Monday, November 12, 2012



The Teaching Channel is a great website that has a variety of videos on all subject matters. They are of varying durations from one minute to 30 minutes featuring PrK-12 teachers, many in their classrooms with their students, giving advice, showing you their lesson plans and offering tips and techniques on everything you can imagine from management to math!

Along with each video are several questions to stimulate conversation and reflection as well as a wonderful feature that allows you to add a bookmark "lesson planner" to your toolbar so as you come across videos you would like to save and view or share later, you can simply add them to your "lesson planner"! I love this feature!! Some teachers also include their lesson plans for you to download as well. There are quite a few videos that connect to the Common Core for those of you that are looking for those type of connections.

You do need to create an account but it is free and and only takes a couple of minutes. Check it out - it a dual resource as it works for teachers as well as coaches - which is what I am trying to accomplish with this blog . . . :-) 


Thursday, October 25, 2012

Yes! Even Babies Have Concepts About Print . . .

When I was a kindergarten teacher, and parents would anxiously ask me, "What can we do to help our child?', I would always tell them, please just read to your child - enjoy the experience . . . cuddle up with some books and talk about the story. Do this every single day  - and night - and then do it again! The single most important thing you can do for your child is to read to him or her. I still believe this is true. If parents would start reading the minute their child is born (and even before!) and repeat it every single day, I would be happy. Watch this video of a very young toddler and it will convince even the most skeptical person how much a child will learn about reading, if read to on a regular basis. This is a video from a foreign country - you will soon realize you can't understand the father as he speaks to his child! But after watching this quite a few times, what I infer from this scenario is that the toddler had first been looking at a picture book. For fun, the father handed her a piece of adult text, and she surprised everyone by "reading" it!
(Note to iPad users - in order to view  the video, you will have to see this post on a computer.)
 

This video could also be used for professional development. After viewing it, you could have colleagues "turn & talk" or "stop & jot" and answer the questions:
What characteristics of a reader did this young toddler exhibit?
How would this have been different for a child who had never been read to?
How do you think she learned these things?
What do you think her background is? 
 

Wednesday, October 24, 2012

          Portland Maine  Greetings From Maine

Let me first of all introduce myself as this is my very first post! I am a literacy specialist and hence the moniker - Lit Coach Lou! I taught kindergarten for 22 years and I have been a literacy specialist/coach for the past six years - all in the great state of Maine.

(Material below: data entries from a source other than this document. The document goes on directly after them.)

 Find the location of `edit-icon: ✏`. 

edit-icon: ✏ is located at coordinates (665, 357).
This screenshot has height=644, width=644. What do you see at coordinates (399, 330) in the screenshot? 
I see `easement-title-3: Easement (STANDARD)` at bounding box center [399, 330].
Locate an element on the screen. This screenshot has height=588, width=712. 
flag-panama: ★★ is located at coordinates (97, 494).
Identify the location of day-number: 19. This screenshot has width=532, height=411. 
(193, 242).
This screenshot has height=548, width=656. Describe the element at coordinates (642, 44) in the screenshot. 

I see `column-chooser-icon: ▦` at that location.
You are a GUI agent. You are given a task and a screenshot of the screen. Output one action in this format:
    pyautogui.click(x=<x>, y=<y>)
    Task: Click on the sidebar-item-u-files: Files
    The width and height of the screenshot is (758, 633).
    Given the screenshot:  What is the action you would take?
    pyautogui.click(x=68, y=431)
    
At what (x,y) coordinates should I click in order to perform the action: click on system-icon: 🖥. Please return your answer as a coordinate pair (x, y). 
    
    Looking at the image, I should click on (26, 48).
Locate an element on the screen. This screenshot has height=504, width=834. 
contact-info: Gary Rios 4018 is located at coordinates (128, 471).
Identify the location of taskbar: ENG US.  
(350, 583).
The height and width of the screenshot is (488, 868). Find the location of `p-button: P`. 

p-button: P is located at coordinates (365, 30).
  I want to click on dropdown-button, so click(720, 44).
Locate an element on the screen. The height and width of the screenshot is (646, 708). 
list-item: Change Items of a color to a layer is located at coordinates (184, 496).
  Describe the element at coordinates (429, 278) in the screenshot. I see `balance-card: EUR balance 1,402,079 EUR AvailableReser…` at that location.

I hope to share my love of reading, love of teaching, love of mentoring teachers and love of books, here on my blog. I am always finding lots of great ideas from my wonderful friends and colleagues and I love to share with others. I also hope it might help me keep myself organized in one place frankly! 

Here's my first idea to share with you all. I was at an iPad training today with a rep from Apple. He told us about Project Gutenberg - www.gutenberg.org. "Project Gutenberg offers over 40,000 free ebooks: choose among free epub books, free kindle books, download them or read them online". 

                                                        

Although many of these books are for adult or older readers and not the latest or greatest, you can go to the search and find just the "children's shelves". I can see a variety of ways to use these stories besides the obvious. There are many different voices reading these stories and with so much emphasis being placed on fluency these days, it would be great fun to listen to the various recordings and discuss fluency. I happen to love the English accents! These recordings would also be great for teaching visualization. Many children are familiar with The Wizard of Oz by L. Frank Baum. But how many know the other stories in the series? Or even know there are other stories and it is a series?? It would be great fun to listen to one of the stories and teach visualize while you are at it!